Would you output the following records verbatim and skip the images in them?
┌─ Data records
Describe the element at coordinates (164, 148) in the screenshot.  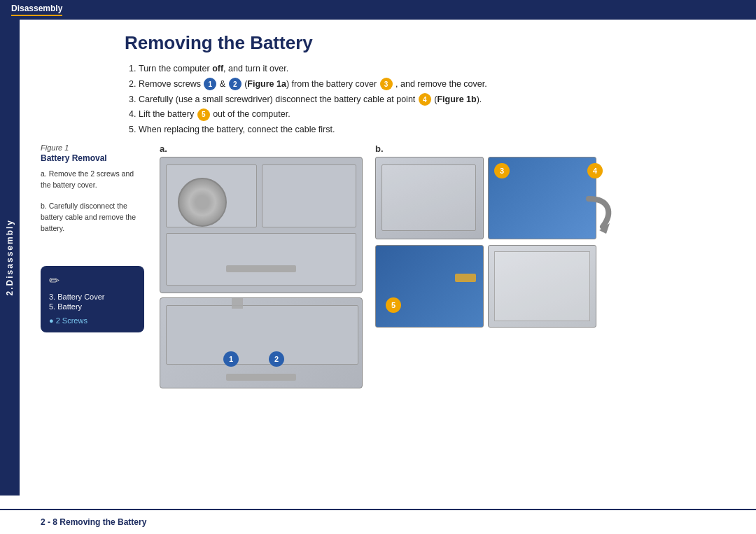
I see `image-a-label: a.` at that location.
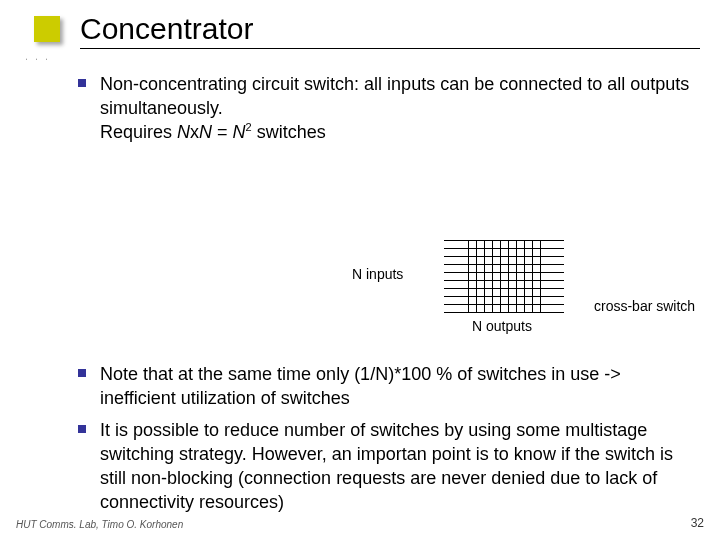  I want to click on formula-eq: =, so click(222, 132).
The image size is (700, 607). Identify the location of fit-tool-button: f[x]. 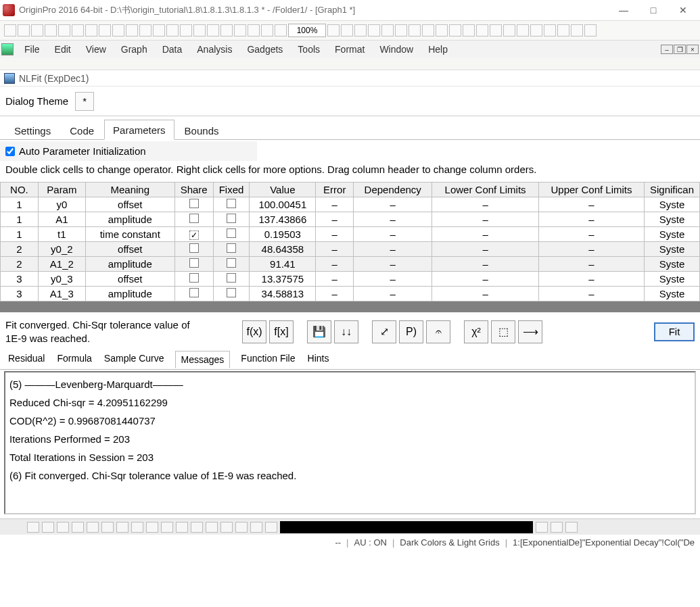
(281, 332).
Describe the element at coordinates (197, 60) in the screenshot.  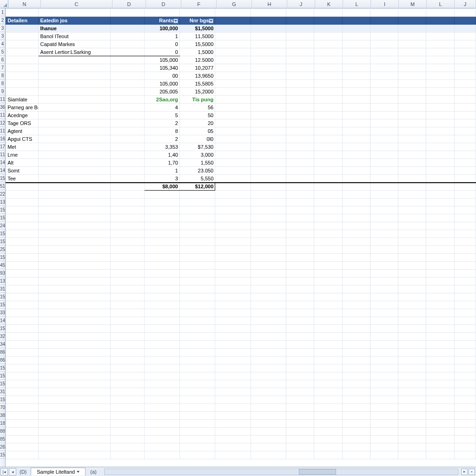
I see `cell: 12.5000` at that location.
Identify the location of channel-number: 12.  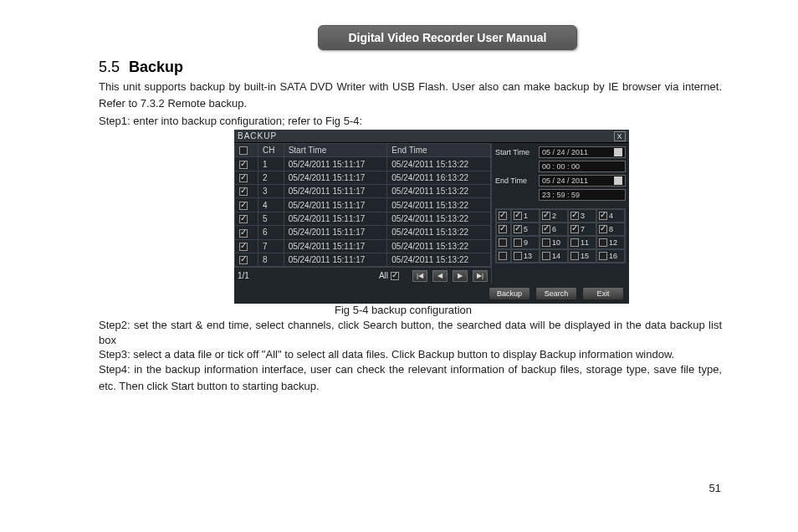
(613, 243).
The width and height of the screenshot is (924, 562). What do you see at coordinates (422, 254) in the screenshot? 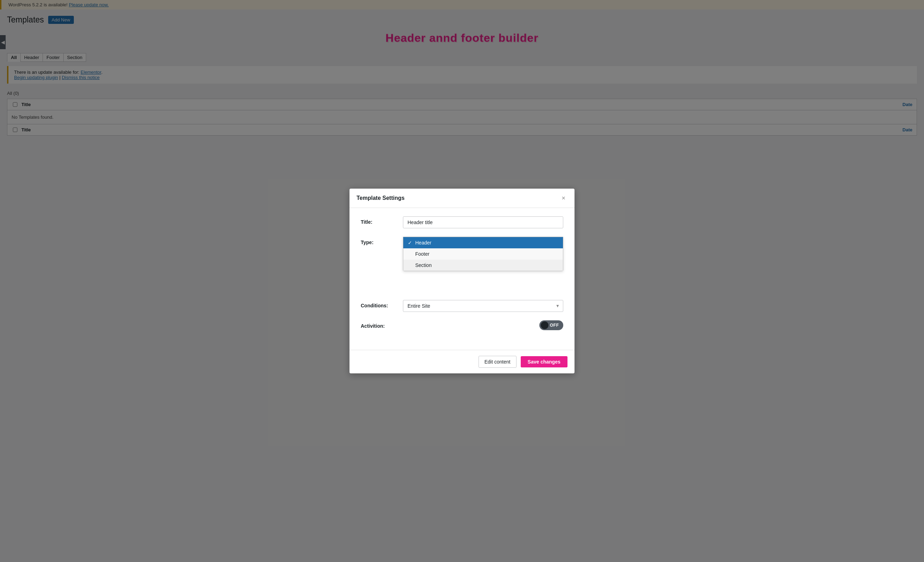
└─
§ Reply to the exercise:
Describe the element at coordinates (164, 148) in the screenshot.  
I see `image-a-label: a.` at that location.
  I want to click on formula-eq: =, so click(222, 132).
The image size is (700, 607). Identify the location of fit-tool-button: f[x]. 
(281, 332).
Describe the element at coordinates (197, 60) in the screenshot.  
I see `cell: 12.5000` at that location.
Identify the location of channel-number: 12.  
(613, 243).
The width and height of the screenshot is (924, 562). What do you see at coordinates (422, 254) in the screenshot? 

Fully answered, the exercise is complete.